Andrew Ferguson is the free-speech champion we need at the FTCs helm

Since his unequivocal triumph last month, Donald Trump has been on a tear with his staffing choices, naming aggressive reformers and anti-establishment firebrands to top positions across his incoming administration.On Tuesday, he announced one of his most important selections: the chairmanship of the Federal Trade Commission.Andrew Ferguson, the former Virginia solicitor-general who became a commissioner at the agency earlier this year, will take the helm.For opponents of online censorship, this is exciting news.Ferguson has already demonstrated a key understanding of the forces that propel online censorship in the private sector, zeroing in on collusive behavior in the advertising industry that has driven boycotts against free speech platforms like X.At the same time, Ferguson is aware that the government’s actions can also make problems in the private sector even worse.
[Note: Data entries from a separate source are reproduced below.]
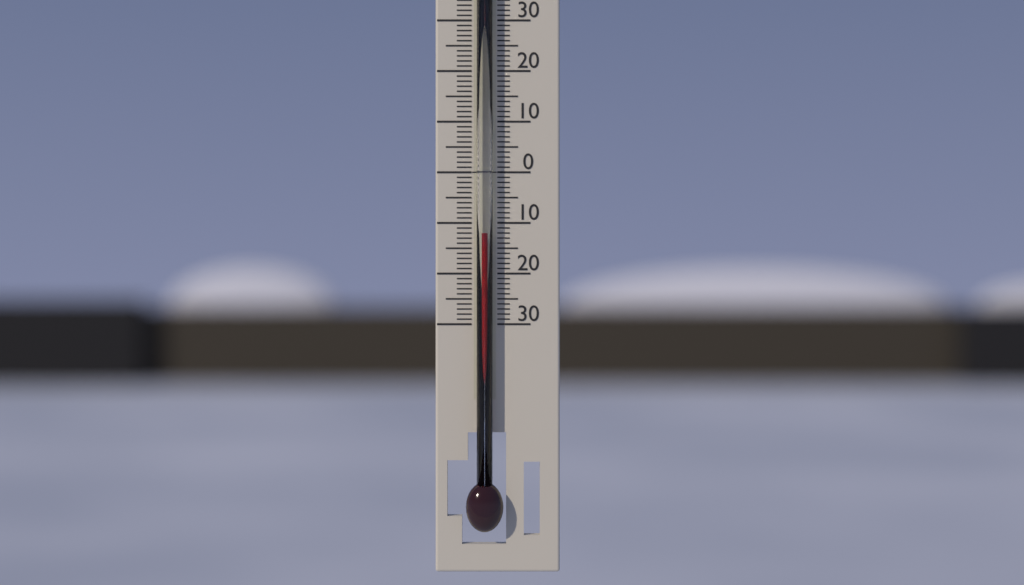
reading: -12 °C
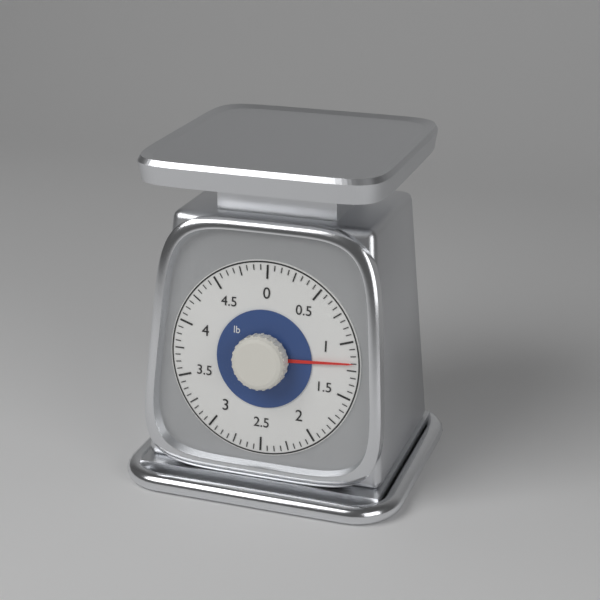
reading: 1.1875 lb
In September, he criticized the Democrat-led FTC’s uncritical attitude to “AI safety experts,” who are often little more than DEI-pushers in disguise.“The truth is that these AI safety groups, as they are often called, have proven to be little more than rebranded versions of the DEI bureaucracies that have infected America’s businesses and colleges,” Ferguson wrote.This cognizance of both private-sector and public-sector threats speaks to the future FTC chairman’s pragmatism, and his unwillingness to bind himself to the diktats of any particular ideological camp.This bodes very well — because excessive attachment to any school of thought, particularly on the FTC’s mandate to oversee the private sector on behalf of consumers, can quickly derail efforts to tackle issues like censorship and political bias.When I first began writing about big tech censorship in 2015, the most resistance I faced on the right came from the old school, free-markets-and-deregulation brigade.From their perches in the libertarian think tanks of Washington, DC, this faction reflexively opposed interferenc...

Read More 
PaprClips
Disclaimer: This story is auto-aggregated by a computer program and has not been created or edited by PaprClips.